October 20, 2004
Big yellow taxi squad
Even as the New York Yankees prepared for last night's ALCS, Bronx borough president Adolfo Carrion was announcing his plans to gut Yankee Stadium and fill it with buildings and a Little League field, as part of $1-billion-plus plans to build a new stadium in nearby Macombs Dam Park. The Yankees, meanwhile, would prefer to turn the House That Ruth Built into a parking lot, according to the Daily News.
Details of the plan, first leaked back in July, are still hazy in the extreme - the public's share of funding has been reported as anywhere from $100 million to $450 million - but the New York Sun did indicate one important consequence of George Steinbrenner's hopes to site his stadium in a public park:
The plan to build the stadium at Macombs Dam Park would require taking nearly half of the park's 28.4 acres and an additional 2.9 acres in John Mullaly Park, with a number of ball fields, tennis and handball courts, a running track, and a soccer field being demolished. To remove a city park, the state Legislature must approve the measure, and in exchange, a park of equal size must be built in the same community. This means the Yankees and the city and state must locate a new park in the same South Bronx neighborhood and fund its creation, and the move must be approved by the state Legislature.
Whether the gridlock-prone state legislature would sign off on a plan to funnel state money to a city stadium project is impossible to guess. Suffice to say that assembly speaker Sheldon Silver's 2006 just got even more interesting.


Among the entries below, please repeat exactly and only the lines from the line containing "Image is 615x364 pixels." to the line containing "Image is 644x344 pixels.", both lines included.

PROVIDED ENTRIES »
============

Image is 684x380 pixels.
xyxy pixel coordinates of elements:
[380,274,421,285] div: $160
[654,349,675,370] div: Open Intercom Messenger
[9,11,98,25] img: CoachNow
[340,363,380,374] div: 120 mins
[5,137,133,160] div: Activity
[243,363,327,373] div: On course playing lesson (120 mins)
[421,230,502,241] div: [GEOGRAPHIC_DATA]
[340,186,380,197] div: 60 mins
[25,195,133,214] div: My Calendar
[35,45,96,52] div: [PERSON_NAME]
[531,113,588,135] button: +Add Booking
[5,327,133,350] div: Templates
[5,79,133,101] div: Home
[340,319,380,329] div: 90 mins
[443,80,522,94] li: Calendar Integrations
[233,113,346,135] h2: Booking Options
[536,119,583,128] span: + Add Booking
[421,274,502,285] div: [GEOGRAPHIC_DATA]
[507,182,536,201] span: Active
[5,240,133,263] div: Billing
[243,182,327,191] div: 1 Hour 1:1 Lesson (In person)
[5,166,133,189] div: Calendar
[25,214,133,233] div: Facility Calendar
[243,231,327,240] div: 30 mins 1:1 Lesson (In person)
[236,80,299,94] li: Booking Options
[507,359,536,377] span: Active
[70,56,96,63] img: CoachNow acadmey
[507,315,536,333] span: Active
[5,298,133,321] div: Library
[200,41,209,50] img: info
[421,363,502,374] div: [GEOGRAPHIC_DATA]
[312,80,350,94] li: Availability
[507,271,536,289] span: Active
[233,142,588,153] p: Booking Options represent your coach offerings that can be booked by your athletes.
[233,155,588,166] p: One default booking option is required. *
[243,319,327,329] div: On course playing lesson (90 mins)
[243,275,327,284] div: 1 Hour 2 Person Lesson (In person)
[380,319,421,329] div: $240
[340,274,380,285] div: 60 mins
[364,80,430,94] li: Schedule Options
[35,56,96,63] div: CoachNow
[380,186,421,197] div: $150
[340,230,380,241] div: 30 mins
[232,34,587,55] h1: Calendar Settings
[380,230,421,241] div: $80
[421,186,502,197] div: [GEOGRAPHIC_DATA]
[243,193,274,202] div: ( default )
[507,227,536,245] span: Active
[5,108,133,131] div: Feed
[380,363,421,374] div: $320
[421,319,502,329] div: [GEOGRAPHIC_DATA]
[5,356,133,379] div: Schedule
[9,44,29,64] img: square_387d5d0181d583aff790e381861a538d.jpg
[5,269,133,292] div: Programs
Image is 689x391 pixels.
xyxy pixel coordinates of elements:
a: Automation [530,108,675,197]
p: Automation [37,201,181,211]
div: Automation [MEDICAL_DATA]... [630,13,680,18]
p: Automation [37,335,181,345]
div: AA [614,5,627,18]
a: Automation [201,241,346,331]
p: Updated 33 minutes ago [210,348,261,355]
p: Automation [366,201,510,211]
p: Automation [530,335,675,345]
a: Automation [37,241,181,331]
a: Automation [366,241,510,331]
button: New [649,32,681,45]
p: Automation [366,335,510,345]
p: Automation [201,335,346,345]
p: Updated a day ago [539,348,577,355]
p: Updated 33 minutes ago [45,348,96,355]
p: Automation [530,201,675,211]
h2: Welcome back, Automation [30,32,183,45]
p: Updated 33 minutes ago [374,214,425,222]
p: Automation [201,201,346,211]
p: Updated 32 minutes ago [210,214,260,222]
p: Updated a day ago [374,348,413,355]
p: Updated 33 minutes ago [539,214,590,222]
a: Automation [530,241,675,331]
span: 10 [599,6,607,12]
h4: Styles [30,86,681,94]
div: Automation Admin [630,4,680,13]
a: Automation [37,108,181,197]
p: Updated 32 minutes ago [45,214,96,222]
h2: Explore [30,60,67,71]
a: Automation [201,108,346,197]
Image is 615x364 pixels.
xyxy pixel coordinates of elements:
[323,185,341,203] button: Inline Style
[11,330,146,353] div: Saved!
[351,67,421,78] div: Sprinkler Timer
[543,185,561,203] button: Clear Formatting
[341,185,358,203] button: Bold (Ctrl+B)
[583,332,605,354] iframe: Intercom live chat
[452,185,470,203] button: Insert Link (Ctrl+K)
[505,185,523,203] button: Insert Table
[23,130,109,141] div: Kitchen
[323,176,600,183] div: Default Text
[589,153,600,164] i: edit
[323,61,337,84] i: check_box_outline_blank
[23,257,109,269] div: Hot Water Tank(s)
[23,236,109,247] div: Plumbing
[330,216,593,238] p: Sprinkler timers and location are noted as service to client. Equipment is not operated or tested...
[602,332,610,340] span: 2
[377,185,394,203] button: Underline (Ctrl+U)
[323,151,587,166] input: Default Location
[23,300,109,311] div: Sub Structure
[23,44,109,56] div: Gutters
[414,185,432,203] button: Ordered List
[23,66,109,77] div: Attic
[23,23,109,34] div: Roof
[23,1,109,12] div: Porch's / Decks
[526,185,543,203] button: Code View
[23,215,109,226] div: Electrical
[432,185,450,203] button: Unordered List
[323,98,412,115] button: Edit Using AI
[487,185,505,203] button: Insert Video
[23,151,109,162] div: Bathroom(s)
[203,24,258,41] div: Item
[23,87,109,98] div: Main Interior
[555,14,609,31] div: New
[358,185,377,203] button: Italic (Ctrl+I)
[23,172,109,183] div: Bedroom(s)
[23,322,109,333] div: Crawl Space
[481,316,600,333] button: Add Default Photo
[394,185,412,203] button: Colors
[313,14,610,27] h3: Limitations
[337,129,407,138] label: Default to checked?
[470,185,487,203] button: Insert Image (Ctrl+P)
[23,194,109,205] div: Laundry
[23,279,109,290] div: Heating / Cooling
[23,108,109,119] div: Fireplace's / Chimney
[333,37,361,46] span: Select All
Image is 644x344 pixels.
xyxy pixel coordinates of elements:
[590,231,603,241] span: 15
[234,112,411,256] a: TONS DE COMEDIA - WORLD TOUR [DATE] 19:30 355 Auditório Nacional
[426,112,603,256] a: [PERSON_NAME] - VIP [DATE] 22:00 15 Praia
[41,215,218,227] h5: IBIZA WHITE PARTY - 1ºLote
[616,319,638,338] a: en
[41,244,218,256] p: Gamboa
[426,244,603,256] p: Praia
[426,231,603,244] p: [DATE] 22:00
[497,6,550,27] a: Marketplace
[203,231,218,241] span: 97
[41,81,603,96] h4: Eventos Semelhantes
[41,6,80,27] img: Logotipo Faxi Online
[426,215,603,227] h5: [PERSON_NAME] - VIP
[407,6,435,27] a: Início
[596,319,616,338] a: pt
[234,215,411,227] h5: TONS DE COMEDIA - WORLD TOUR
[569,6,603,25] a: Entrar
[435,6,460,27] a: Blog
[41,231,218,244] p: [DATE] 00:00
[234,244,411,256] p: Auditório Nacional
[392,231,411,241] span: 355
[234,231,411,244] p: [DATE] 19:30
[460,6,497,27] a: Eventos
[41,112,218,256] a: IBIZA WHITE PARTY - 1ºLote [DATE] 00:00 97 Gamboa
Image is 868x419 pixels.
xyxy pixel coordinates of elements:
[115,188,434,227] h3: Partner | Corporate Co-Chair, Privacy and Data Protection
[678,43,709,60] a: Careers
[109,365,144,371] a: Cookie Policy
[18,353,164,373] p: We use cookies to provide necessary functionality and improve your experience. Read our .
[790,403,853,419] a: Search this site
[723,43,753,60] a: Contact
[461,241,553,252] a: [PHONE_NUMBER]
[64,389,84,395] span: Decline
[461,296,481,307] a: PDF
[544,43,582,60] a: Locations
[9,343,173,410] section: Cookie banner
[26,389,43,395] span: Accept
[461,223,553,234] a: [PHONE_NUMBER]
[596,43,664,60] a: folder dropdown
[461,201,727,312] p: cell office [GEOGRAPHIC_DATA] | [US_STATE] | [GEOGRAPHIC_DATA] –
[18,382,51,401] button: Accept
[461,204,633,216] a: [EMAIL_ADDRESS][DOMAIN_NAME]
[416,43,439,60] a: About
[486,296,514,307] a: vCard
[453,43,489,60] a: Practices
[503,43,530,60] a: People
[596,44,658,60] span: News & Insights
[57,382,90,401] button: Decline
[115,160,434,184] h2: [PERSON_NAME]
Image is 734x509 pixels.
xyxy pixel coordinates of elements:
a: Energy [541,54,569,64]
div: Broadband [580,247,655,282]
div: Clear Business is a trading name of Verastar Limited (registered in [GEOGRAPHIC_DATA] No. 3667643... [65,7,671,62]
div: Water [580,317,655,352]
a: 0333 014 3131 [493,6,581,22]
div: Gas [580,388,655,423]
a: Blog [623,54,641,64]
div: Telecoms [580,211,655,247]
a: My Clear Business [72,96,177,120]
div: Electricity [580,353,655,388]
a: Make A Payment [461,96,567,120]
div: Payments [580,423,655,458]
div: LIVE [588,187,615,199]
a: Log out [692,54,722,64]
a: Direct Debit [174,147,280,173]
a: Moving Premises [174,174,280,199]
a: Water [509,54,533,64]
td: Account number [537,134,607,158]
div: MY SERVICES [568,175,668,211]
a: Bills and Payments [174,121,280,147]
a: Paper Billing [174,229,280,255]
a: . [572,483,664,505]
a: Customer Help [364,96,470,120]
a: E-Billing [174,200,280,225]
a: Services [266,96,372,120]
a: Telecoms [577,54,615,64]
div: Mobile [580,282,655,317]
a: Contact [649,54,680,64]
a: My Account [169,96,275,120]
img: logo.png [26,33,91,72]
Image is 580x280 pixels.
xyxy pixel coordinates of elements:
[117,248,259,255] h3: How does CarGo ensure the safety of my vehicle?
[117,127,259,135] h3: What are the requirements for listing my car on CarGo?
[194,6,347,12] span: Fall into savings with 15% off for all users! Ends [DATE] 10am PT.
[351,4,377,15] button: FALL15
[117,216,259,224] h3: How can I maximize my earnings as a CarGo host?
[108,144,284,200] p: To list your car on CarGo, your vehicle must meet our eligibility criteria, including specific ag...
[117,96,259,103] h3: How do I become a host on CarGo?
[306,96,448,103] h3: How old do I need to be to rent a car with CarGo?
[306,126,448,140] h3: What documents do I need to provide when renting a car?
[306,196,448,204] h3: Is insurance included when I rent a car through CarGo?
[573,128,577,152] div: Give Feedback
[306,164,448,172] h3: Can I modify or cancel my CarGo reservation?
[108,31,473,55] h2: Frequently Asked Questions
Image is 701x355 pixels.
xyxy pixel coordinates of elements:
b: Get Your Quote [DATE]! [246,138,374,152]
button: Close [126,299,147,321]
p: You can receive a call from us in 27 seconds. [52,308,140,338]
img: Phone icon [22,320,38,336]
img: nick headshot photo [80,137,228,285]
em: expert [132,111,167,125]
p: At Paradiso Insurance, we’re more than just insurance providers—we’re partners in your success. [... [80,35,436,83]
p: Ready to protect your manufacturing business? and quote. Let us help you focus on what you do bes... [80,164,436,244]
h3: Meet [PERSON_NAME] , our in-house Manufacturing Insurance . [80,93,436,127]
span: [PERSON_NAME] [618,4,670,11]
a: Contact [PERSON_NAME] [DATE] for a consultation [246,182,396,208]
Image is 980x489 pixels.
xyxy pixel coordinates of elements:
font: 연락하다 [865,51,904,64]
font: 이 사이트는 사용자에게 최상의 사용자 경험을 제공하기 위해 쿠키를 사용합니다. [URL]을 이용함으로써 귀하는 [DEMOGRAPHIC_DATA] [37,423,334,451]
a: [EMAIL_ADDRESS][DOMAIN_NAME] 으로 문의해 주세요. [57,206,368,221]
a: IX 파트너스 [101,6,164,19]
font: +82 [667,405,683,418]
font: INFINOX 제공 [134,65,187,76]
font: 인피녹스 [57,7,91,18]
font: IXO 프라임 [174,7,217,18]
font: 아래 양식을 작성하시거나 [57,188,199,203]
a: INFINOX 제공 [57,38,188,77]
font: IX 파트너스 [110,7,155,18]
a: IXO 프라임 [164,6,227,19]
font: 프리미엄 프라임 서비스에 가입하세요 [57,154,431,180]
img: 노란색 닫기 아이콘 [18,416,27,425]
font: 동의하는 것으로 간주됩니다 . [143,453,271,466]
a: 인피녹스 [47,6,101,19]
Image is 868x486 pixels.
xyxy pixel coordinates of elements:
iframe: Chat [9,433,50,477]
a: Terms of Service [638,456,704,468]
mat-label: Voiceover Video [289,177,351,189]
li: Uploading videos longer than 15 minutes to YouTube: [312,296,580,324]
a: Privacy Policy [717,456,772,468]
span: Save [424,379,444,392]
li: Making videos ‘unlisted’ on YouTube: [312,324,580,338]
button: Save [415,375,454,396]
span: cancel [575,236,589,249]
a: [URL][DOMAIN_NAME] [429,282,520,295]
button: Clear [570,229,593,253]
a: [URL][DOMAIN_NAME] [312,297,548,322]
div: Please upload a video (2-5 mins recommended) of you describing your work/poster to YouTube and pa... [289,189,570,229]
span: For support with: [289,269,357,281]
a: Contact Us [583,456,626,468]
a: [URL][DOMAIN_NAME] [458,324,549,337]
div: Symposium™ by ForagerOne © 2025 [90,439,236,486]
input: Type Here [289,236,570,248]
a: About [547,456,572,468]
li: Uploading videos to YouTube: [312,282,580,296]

============

OUTPUT FOR THIS EXERCISE »
Image is 615x364 pixels.
xyxy pixel coordinates of elements:
[323,185,341,203] button: Inline Style
[11,330,146,353] div: Saved!
[351,67,421,78] div: Sprinkler Timer
[543,185,561,203] button: Clear Formatting
[341,185,358,203] button: Bold (Ctrl+B)
[583,332,605,354] iframe: Intercom live chat
[452,185,470,203] button: Insert Link (Ctrl+K)
[505,185,523,203] button: Insert Table
[23,130,109,141] div: Kitchen
[323,176,600,183] div: Default Text
[589,153,600,164] i: edit
[323,61,337,84] i: check_box_outline_blank
[23,257,109,269] div: Hot Water Tank(s)
[23,236,109,247] div: Plumbing
[330,216,593,238] p: Sprinkler timers and location are noted as service to client. Equipment is not operated or tested...
[602,332,610,340] span: 2
[377,185,394,203] button: Underline (Ctrl+U)
[323,151,587,166] input: Default Location
[23,300,109,311] div: Sub Structure
[23,44,109,56] div: Gutters
[414,185,432,203] button: Ordered List
[23,66,109,77] div: Attic
[23,23,109,34] div: Roof
[23,1,109,12] div: Porch's / Decks
[526,185,543,203] button: Code View
[23,215,109,226] div: Electrical
[432,185,450,203] button: Unordered List
[323,98,412,115] button: Edit Using AI
[487,185,505,203] button: Insert Video
[23,151,109,162] div: Bathroom(s)
[203,24,258,41] div: Item
[23,87,109,98] div: Main Interior
[555,14,609,31] div: New
[358,185,377,203] button: Italic (Ctrl+I)
[23,172,109,183] div: Bedroom(s)
[23,322,109,333] div: Crawl Space
[481,316,600,333] button: Add Default Photo
[394,185,412,203] button: Colors
[313,14,610,27] h3: Limitations
[337,129,407,138] label: Default to checked?
[470,185,487,203] button: Insert Image (Ctrl+P)
[23,194,109,205] div: Laundry
[23,279,109,290] div: Heating / Cooling
[23,108,109,119] div: Fireplace's / Chimney
[333,37,361,46] span: Select All
Image is 644x344 pixels.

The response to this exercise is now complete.